I am concerned that Russian diplomacy will once again make unilateral concessions. It is symptomatic that Russia’s UN permanent representative Vitaliy Churkin said in a recent interview that Assad ought to listen to Moscow’s advice. “Russia has made a major political, diplomatic, and now also military investment in that crisis. Therefore one would hope that Bashar Assad would recognize that,” was Churkin’s comment of Assad’s assertion of willingness to fight until victory and of impossibility of observing the ceasefire.
–So it would appear that we are advising Assad to accept the ceasefire terms. Is that correct in the current situation?
We have begun to win in Syria, we have a military and strategic superiority. The West is trying to impose a “pause” on us, and is also using Turkey as a means of pressuring us. It’s no accident that Ankara is chomping at the bit to fight, in order to intimidate us and force us to negotiate.
In my view, we shouldn’t pay any attention to the Turkish bluff but rather keep attacking until the enemy is finished off.
One has to keep in mind that the overall geopolitical balance is shifting to our advantage. While in early 2015 it looked as if we lost most of Ukraine and couldn’t even think of presence in the Middle East, now we have a real opportunity to become the region’s masters.
Defeating ISIS in Syria and then in Iraq would mean that Russia and Iran would be the dominant powers in the region. The US would be pushed off to the side.
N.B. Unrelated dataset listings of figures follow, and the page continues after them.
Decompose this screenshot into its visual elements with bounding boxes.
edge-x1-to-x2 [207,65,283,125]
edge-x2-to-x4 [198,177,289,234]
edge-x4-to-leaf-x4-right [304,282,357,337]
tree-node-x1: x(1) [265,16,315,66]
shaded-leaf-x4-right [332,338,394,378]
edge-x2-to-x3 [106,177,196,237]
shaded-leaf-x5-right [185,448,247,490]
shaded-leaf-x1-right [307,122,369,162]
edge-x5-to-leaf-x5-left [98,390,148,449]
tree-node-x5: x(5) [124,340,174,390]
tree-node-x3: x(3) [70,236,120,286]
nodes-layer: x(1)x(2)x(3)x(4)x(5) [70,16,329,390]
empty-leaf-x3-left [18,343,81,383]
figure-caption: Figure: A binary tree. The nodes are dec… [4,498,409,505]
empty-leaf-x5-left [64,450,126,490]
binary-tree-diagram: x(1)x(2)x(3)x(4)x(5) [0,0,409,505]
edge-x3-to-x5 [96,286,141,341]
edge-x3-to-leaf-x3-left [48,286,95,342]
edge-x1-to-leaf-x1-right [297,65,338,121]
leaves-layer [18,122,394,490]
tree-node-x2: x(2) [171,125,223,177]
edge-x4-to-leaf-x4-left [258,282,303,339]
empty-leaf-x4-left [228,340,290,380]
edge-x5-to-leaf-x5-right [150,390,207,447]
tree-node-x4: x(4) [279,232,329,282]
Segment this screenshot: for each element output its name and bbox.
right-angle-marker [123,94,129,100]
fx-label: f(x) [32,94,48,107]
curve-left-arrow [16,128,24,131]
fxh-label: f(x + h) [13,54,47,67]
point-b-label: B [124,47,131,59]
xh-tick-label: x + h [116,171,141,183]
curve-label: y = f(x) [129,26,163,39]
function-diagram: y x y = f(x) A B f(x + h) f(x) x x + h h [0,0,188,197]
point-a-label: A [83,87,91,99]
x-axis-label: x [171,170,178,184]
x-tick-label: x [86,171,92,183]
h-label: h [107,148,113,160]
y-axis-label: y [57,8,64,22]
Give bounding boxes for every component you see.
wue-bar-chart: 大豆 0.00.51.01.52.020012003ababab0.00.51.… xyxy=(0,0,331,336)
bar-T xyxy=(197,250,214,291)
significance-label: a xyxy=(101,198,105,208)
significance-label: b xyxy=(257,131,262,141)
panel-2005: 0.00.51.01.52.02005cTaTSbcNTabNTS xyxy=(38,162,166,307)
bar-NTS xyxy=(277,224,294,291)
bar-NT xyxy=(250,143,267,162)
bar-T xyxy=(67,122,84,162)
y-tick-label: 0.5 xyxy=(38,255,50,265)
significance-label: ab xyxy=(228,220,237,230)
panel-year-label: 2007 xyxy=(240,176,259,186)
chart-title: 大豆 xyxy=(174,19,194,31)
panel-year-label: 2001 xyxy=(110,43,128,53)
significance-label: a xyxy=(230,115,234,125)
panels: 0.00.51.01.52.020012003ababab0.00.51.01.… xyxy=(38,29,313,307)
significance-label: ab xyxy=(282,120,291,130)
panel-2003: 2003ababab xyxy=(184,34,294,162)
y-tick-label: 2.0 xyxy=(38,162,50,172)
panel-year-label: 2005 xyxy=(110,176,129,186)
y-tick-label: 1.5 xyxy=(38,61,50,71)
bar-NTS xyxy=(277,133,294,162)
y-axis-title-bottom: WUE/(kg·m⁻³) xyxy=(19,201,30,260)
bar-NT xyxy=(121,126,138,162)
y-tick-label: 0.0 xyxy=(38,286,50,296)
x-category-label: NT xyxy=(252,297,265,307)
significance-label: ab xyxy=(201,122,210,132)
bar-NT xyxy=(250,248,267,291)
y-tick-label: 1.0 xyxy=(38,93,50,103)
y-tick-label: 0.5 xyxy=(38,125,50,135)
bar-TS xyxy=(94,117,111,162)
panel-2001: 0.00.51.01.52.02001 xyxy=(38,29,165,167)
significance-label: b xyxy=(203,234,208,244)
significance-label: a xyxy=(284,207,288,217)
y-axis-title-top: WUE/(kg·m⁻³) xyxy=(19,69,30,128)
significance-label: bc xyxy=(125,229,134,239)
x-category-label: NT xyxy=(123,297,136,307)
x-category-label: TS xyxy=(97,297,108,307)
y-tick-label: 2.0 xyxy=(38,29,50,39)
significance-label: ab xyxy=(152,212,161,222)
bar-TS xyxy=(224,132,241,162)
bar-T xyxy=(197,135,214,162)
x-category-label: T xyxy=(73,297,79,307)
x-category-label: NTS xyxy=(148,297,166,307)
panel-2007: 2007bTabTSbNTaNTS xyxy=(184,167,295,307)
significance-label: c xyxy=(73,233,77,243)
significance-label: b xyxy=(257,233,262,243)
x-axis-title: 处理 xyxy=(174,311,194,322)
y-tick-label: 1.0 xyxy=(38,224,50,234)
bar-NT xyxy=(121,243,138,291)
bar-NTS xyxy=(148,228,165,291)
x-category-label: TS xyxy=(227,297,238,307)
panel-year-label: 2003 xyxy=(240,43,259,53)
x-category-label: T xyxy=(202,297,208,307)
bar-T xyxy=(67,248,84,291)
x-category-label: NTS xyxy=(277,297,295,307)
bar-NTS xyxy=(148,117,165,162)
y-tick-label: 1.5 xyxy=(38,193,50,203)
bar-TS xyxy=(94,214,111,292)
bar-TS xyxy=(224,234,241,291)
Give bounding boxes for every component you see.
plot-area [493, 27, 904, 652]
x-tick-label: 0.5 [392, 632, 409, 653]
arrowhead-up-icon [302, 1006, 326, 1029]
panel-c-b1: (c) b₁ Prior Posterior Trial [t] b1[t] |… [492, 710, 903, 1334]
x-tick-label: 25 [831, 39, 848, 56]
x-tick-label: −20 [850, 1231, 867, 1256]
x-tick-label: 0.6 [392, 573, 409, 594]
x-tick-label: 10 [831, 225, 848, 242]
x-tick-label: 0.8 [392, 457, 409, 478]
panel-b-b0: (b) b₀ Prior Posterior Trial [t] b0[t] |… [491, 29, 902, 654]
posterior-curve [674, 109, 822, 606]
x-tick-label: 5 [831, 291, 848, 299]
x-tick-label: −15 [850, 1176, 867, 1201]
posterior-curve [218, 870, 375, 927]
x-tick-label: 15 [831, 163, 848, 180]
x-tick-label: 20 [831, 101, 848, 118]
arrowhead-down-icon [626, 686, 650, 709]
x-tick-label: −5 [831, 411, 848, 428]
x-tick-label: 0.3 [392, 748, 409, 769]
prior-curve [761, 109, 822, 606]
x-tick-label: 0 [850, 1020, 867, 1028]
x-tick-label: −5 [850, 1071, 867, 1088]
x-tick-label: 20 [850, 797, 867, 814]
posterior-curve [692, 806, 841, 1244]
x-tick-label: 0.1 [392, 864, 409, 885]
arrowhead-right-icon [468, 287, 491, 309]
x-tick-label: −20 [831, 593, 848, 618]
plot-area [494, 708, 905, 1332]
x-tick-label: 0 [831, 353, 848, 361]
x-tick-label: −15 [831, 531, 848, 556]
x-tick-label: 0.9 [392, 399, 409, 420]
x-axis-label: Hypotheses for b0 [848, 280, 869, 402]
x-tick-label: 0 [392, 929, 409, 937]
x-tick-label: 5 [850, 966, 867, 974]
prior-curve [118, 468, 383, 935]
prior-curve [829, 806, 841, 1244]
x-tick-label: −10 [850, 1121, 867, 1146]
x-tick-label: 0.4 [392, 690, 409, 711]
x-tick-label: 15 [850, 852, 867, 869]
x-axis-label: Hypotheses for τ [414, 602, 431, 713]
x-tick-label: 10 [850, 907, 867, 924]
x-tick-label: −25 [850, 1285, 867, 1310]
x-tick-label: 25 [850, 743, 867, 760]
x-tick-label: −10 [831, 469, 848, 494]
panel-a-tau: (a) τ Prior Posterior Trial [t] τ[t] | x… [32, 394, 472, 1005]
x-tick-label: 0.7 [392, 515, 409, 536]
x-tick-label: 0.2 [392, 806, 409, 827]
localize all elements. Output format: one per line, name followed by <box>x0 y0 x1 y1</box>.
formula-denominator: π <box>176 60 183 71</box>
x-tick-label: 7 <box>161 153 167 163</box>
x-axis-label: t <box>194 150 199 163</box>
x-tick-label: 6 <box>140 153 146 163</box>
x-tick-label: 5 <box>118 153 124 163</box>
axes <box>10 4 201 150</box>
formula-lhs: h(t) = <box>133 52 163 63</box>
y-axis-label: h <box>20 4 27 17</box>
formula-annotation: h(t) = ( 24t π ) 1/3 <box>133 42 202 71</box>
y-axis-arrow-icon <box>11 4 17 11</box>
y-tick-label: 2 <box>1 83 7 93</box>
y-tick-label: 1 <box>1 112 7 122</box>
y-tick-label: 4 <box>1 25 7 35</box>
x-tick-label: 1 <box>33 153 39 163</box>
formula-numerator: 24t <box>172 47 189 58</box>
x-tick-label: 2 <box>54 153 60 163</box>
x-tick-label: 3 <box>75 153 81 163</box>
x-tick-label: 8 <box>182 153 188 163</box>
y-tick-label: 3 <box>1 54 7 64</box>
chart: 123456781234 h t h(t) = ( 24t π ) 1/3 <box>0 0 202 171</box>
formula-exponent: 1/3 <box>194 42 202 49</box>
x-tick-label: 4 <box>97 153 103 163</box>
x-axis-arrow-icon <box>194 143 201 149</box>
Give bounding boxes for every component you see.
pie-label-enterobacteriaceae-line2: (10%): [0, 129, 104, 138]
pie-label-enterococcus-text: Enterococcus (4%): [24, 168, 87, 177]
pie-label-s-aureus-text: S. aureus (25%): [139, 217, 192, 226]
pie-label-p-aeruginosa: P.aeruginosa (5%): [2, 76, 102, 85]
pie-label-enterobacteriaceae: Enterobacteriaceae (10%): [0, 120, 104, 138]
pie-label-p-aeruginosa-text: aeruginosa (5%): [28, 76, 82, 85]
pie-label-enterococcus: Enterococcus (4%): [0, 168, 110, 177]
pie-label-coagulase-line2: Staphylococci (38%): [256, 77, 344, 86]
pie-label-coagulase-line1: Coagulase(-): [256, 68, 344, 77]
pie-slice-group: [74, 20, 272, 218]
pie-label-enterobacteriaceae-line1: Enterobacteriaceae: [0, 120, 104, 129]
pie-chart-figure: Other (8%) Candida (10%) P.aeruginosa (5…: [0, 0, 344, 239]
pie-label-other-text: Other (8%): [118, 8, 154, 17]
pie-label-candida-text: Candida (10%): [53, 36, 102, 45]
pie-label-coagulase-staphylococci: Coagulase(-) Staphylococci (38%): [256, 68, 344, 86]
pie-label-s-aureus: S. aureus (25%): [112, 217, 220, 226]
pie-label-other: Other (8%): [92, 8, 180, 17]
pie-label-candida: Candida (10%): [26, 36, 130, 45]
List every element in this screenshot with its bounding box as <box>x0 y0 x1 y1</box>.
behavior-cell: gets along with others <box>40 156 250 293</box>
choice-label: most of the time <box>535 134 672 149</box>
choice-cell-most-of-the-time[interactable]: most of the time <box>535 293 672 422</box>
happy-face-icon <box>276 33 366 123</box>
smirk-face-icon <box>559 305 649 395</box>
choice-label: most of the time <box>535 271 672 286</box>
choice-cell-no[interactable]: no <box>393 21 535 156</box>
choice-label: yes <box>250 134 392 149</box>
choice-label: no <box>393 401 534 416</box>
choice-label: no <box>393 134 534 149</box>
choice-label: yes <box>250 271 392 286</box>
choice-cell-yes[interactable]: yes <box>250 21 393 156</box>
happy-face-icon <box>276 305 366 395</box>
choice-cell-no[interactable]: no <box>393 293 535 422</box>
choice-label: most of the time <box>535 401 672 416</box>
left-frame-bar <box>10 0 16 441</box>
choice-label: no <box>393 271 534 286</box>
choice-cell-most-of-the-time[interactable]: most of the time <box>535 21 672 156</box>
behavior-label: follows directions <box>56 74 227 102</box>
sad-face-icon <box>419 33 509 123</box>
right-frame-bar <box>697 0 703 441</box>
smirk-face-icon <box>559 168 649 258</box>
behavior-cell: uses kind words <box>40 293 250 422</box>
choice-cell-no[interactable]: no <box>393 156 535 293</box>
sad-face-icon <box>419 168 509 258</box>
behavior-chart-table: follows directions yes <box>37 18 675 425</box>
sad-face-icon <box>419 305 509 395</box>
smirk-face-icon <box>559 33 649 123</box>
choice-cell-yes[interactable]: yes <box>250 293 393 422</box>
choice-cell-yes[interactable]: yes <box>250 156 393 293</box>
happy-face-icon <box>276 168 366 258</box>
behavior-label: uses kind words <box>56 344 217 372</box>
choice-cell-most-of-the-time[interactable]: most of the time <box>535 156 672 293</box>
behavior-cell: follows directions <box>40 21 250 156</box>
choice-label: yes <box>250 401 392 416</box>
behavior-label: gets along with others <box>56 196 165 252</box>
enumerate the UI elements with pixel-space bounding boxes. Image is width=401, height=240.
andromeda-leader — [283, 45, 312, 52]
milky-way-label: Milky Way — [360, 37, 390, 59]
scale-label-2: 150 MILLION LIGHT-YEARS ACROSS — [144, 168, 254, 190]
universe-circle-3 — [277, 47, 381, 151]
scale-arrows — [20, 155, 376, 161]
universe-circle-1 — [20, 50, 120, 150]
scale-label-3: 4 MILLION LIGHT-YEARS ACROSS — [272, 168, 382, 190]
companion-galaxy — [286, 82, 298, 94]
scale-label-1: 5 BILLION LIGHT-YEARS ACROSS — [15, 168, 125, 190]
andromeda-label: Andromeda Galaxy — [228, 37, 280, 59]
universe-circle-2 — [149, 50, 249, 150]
Furthermore, we have good relations with Egypt while another powerful regional player, Saudi Arabia, is experiencing serious problems. If Syria and Iraq free themselves from ISIS, it could leave Riyadh isolated, a state in which it would not survive for very long.
In other words, the geopolitics of Middle East are radically changing. US could have shifted the situation to its advantage by launching a ground operation. But the US don’t want to implement that option, in part because they support the Islamists. Washington genuinely fell hostage to its own policies, the origins of which (if one doesn’t count the British who supported the basmachi against Soviet Russia during the 1920s) go back to the war in Afghanistan, where the US supported the mujahedeen in the 1980s. This policy meant the West began to create terrorist quasi-groups in order to change the geopolitical situaiton.
That’s why the US doesn’t want to defeat ISIS. And they are also very afraid we will accomplish that defeat, thanks to our skillful military operations in Syria.